I read two new books recently that deal with the death of a child and how that death affects others in the family. If you haven't read See You at Harry’s , by Jo Knowles, sorry for the spoiler. But don’t let the fact that I’ve just told you someone dies keep you from reading it. It’s a great book. (Another to add to the list I’m keeping of possible Newbery contenders: Wonder , The One and Only Ivan , The Lions of Little Rock , Crow and The Mighty Miss Malone . I haven’t read the last two yet, but they look like good books.) The book jacket will tell you that the family suffers a tragedy and that perhaps our narrator is to blame. She’s not. Fern, 12, suffers early on in the book from being ignored and being a tween. Her father is too busy running the family ice cream shop, her mother is too busy taking care of 3-year-old Charlie and locking herself in her office when she needs to meditate, her older sister Sara is too busy trying to figure out what she should do now that she

"Three Times Lucky" by Sheila Turnage

I believe I have found my Flavia de Luce for tweens. Sheila Turnage’s Three Times Lucky isn’t quite a mystery in the Nancy Drew sense -- it's better.
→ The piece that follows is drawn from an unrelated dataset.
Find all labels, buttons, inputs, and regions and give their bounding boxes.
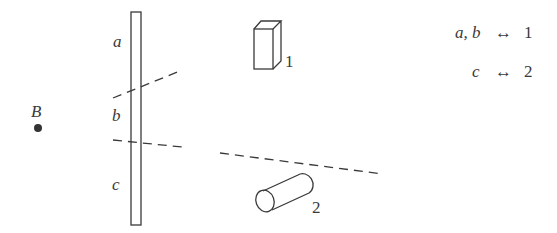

Her heroine Mo LoBeau attempts to discover who murdered an ornery old neighbor, while also searching for lost pets and lost parents. She’s smart, industrious, and sassy. I loved that Turnage lets Mo experience real emotions (like getting sick with shock when she finds her guardian missing). And that her sidekick Dale doesn’t let Mo play the orphaned kid card all the time. As Dale, the child of a alcoholic father, tells her, they're all throwaways. It looks as though Turnage might revisit the town of Tupelo Landing, North Carolina, in the future – her website hints at it. But I hope murder doesn’t follow Mo around. She deserves to be more than Miss Marple.